Why does it matter? Clear reference agents and narrowly scoped integrations make it much easier for teams to move from experimentation to real business workflows, which is where agent frameworks tend to break down.
Happy to answer questions or dive deeper into any of the designs.
I grew up helping my dad run his factory so I'm very familiar with ERP systems for manufacturing. A few years ago, when I decided to build a startup and I indentified the biggest problems with ERP is the fact they all just serve as data integration and system of records now - there're not enough processes automation. Therefore, I thought it'd be very meaningful to leverage AI to automate business processes such as PO, Price Requisition, and invoices, etc.
3 years in, I realized that every customer in our space (construction and contracting) want process automation, however, AI is simply not good enough - it's too slow, unpredictable, inconsistent, and overall hard to count on. For example, automating a quote by asking AI to insert dynamic variables from a relational database is hit or miss. Asking voice AI to provide training does not capture full breadth of the offline activities. Asking AI to fill out a work order creates a ton of errors.
Later, we decided that though LLM and the foundation models were progressing fast, the dev tools were lacking way behind, particular behind all the hypes and promises these AI applications claimed.
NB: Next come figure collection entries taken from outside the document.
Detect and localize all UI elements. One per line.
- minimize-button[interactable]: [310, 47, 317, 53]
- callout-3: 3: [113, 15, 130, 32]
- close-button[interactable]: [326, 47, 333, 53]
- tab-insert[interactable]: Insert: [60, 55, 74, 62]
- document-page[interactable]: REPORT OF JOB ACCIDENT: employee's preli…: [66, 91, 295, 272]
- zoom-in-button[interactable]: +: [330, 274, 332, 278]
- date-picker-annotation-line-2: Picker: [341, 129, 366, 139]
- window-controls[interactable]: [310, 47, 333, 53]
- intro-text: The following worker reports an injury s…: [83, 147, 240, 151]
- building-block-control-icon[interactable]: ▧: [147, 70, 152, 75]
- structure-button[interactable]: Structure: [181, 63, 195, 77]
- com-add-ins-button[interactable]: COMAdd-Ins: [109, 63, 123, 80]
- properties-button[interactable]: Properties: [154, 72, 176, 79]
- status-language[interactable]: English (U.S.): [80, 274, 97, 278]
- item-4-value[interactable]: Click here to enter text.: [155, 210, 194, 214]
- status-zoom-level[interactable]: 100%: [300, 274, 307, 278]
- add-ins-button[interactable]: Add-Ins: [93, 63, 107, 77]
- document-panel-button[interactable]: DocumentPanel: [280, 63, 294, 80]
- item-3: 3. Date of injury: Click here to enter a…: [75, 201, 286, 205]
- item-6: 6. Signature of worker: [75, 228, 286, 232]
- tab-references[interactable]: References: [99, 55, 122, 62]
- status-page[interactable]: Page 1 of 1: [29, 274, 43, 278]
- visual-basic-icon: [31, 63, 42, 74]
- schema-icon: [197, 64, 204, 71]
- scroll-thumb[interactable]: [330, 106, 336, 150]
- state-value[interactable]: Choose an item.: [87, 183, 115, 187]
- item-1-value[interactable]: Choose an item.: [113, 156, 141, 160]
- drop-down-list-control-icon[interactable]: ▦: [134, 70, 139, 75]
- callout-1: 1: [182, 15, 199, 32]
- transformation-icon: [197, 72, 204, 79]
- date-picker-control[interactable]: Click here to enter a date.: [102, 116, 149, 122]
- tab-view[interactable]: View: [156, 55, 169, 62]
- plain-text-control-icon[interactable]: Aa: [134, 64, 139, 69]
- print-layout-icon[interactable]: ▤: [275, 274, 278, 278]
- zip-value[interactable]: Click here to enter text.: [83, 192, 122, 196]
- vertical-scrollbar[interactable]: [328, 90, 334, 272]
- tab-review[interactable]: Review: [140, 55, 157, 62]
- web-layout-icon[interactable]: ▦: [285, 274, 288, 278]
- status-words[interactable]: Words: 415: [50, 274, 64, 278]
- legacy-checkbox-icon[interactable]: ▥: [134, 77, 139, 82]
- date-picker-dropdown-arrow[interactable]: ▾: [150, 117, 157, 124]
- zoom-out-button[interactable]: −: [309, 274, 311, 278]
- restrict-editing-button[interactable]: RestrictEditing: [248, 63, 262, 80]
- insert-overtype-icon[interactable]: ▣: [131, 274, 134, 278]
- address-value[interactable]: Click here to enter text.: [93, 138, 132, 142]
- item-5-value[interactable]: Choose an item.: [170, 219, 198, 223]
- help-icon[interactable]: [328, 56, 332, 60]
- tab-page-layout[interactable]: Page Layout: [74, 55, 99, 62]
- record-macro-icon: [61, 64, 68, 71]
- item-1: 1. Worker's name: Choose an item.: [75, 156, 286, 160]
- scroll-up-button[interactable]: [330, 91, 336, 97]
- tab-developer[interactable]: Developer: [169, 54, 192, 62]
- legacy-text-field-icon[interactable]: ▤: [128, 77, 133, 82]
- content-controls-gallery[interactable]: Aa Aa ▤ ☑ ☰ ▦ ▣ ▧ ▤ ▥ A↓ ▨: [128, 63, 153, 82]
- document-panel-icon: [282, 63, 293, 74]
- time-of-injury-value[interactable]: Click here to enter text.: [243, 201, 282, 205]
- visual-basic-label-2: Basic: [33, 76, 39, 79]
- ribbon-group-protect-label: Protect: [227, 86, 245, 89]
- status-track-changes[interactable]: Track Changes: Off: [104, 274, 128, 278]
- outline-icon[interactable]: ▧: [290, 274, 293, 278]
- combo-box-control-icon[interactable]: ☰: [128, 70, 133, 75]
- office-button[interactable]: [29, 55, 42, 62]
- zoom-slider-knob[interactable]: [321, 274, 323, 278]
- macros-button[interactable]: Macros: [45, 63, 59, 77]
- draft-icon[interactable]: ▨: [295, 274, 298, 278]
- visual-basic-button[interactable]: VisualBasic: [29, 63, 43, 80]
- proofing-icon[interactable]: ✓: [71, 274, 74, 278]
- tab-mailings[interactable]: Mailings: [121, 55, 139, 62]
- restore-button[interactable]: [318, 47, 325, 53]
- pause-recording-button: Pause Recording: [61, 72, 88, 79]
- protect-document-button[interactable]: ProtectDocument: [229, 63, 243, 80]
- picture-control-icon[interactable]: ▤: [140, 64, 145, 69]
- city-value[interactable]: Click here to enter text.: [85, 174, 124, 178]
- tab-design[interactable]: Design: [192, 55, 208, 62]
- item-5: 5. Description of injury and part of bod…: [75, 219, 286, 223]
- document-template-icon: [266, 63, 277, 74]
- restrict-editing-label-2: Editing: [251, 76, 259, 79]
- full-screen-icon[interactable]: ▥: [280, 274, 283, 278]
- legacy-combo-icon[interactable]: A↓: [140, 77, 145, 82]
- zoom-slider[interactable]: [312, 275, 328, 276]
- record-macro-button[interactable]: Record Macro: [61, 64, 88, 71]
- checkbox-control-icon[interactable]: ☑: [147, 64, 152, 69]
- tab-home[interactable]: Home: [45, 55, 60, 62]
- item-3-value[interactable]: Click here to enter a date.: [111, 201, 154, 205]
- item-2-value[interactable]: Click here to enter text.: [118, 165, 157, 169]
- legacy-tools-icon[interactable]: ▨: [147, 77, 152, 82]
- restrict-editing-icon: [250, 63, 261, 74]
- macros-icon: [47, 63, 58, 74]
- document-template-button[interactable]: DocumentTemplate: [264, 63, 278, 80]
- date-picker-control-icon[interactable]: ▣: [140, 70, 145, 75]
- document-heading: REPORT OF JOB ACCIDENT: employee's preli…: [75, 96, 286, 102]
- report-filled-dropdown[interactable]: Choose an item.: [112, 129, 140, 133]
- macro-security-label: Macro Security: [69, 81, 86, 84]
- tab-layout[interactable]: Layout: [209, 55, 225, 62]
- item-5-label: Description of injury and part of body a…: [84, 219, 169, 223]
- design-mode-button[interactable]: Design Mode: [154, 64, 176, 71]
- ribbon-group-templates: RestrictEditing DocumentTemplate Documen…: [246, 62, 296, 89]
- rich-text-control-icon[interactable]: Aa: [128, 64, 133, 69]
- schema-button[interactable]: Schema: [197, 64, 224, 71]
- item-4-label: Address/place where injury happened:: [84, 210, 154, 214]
The agents are not reliable, consistent, intelligent, evolving, and chances are the market would demand more apps to keep the party going.
Therefore, we went full open-source. The mission we have in mind is really to "generate reliable agents that can run business processes autonomously". We see all this hype about general computer use (GCUs) and can't help but making an opposing argument - that the AI agents need guardrails, more defined paths, and most importantly consistent results just like a human would need
- Proactive Reasoning (anticipating future needs or consequences)
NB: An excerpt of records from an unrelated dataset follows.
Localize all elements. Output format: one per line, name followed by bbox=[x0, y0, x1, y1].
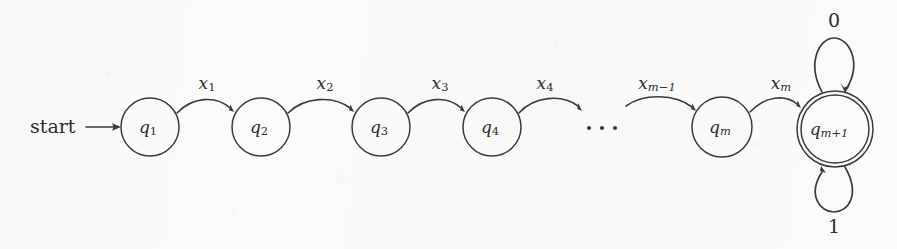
state-q2-base: q bbox=[250, 117, 261, 137]
state-q2-label: q2 bbox=[250, 117, 268, 139]
edge-label-x1: x1 bbox=[199, 73, 216, 95]
state-q3[interactable]: q3 bbox=[352, 98, 410, 156]
state-q4-sub: 4 bbox=[492, 124, 499, 138]
edge-label-xm-1-base: x bbox=[638, 73, 648, 93]
start-marker: start bbox=[30, 115, 121, 137]
ellipsis-dot-2 bbox=[600, 126, 604, 130]
state-q1[interactable]: q1 bbox=[121, 98, 179, 156]
ellipsis-group bbox=[587, 126, 617, 130]
self-loops bbox=[815, 38, 854, 212]
state-qm1-sub: m+1 bbox=[821, 126, 849, 140]
edge-label-x3: x3 bbox=[432, 73, 449, 95]
edge-q3-q4-path bbox=[408, 99, 461, 113]
edge-label-x2-base: x bbox=[317, 73, 327, 93]
edge-label-x2: x2 bbox=[317, 73, 334, 95]
edge-label-x3-sub: 3 bbox=[441, 80, 448, 94]
self-loop-bottom-1 bbox=[815, 166, 852, 212]
automaton-svg: start bbox=[0, 0, 897, 249]
edge-label-xm: xm bbox=[771, 73, 792, 95]
edge-q1-q2 bbox=[177, 99, 234, 113]
self-loop-label-1: 1 bbox=[828, 215, 840, 237]
states: q1 q2 q3 q4 bbox=[121, 91, 873, 167]
start-label: start bbox=[30, 115, 76, 137]
self-loop-top-0 bbox=[815, 38, 854, 93]
edge-label-x4-base: x bbox=[537, 73, 547, 93]
state-qm-sub: m bbox=[720, 124, 731, 138]
state-q4[interactable]: q4 bbox=[463, 98, 521, 156]
state-q1-sub: 1 bbox=[150, 124, 157, 138]
edge-q3-q4-arrowhead bbox=[455, 104, 466, 112]
state-q1-base: q bbox=[139, 117, 150, 137]
ellipsis-dot-3 bbox=[613, 126, 617, 130]
state-q2[interactable]: q2 bbox=[232, 98, 290, 156]
state-q3-label: q3 bbox=[370, 117, 388, 139]
state-q4-label: q4 bbox=[481, 117, 499, 139]
state-q1-label: q1 bbox=[139, 117, 157, 139]
edge-ellipsis-qm-path bbox=[626, 97, 692, 107]
edge-label-x1-base: x bbox=[199, 73, 209, 93]
edge-q4-ellipsis bbox=[519, 98, 582, 113]
edge-qm-qm1 bbox=[750, 98, 801, 112]
edge-q2-q3 bbox=[288, 99, 354, 113]
state-qm1-base: q bbox=[810, 119, 821, 139]
edge-qm-qm1-path bbox=[750, 98, 797, 112]
state-qm-base: q bbox=[709, 117, 720, 137]
edge-q3-q4 bbox=[408, 99, 465, 113]
edge-q1-q2-path bbox=[177, 99, 230, 113]
edge-label-xm-1-sub: m−1 bbox=[648, 80, 676, 94]
self-loop-bottom-path bbox=[815, 167, 852, 212]
edge-label-x1-sub: 1 bbox=[208, 80, 215, 94]
edge-q1-q2-arrowhead bbox=[224, 104, 235, 112]
state-qm-label: qm bbox=[709, 117, 731, 139]
edge-label-x2-sub: 2 bbox=[326, 80, 333, 94]
edge-label-xm-base: x bbox=[771, 73, 781, 93]
state-q3-sub: 3 bbox=[381, 124, 388, 138]
edge-label-x4-sub: 4 bbox=[546, 80, 553, 94]
edge-label-xm-sub: m bbox=[780, 80, 791, 94]
ellipsis-dot-1 bbox=[587, 126, 591, 130]
edge-q4-ellipsis-path bbox=[519, 98, 578, 113]
transition-labels: x1 x2 x3 x4 xm−1 xm bbox=[199, 73, 792, 95]
state-q2-sub: 2 bbox=[261, 124, 268, 138]
edge-ellipsis-qm bbox=[626, 97, 696, 111]
state-qm1-accepting[interactable]: qm+1 bbox=[797, 91, 873, 167]
state-q3-base: q bbox=[370, 117, 381, 137]
edge-label-x4: x4 bbox=[537, 73, 554, 95]
self-loop-label-0: 0 bbox=[828, 9, 840, 31]
edge-label-x3-base: x bbox=[432, 73, 442, 93]
self-loop-top-path bbox=[815, 38, 854, 92]
state-qm[interactable]: qm bbox=[692, 97, 752, 157]
edge-label-xm-1: xm−1 bbox=[638, 73, 675, 95]
self-loop-labels: 0 1 bbox=[828, 9, 840, 237]
edge-q2-q3-path bbox=[288, 99, 350, 113]
state-qm1-label: qm+1 bbox=[810, 119, 849, 141]
state-q4-base: q bbox=[481, 117, 492, 137]
automaton-figure-canvas: start bbox=[0, 0, 897, 249]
- Memory & Experience (events affecting himself/herself)
- Judgment (based on experience)
- Tools & Skills (capabilities to execute)
- Reactive Adaptiveness (handling immediate roadblocks)
- Contextual Communication (articulating intent and collaborating with others)
- Character & Traits (consistent behavioral biases: Risk profile, Integrity, Persistence)
The project seems to have gained a bit of a traction so far and I hope that you can fork it and tell the community what's missing and what we should be working on. I deeply thank you because the it's truly painful to build and deploy these one-off agents that don't get utilized. (https://github.com/adenhq/hive).
Issue: Running example scripts failed due to unresolved internal imports, since the repository was not installable as a package and no supported execution path was documented (issue #3207).
What I did: I reproduced the failure on a clean environment, documented clear reproduction steps, and provided a minimal fix so examples could run out of the box.
Why it matters: First-time users should be able to clone a repo and run an example immediately. Fixing this reduces onboarding friction and makes Hive easier to evaluate and contribute to.
I focused on improving things I personally struggled with — small refactors, clearer UI behavior, and incremental fixes that made the system easier to reason about while working on features.
If Hive is approachable for newer developers, it’s easier to grow a healthy community. Improving clarity and polish helps more people contribute with confidence.
Excited to be contributing more and learning from the Hive community
Thanks very much Vincent , Richard, bryan and again thank you to everyone who contributed !!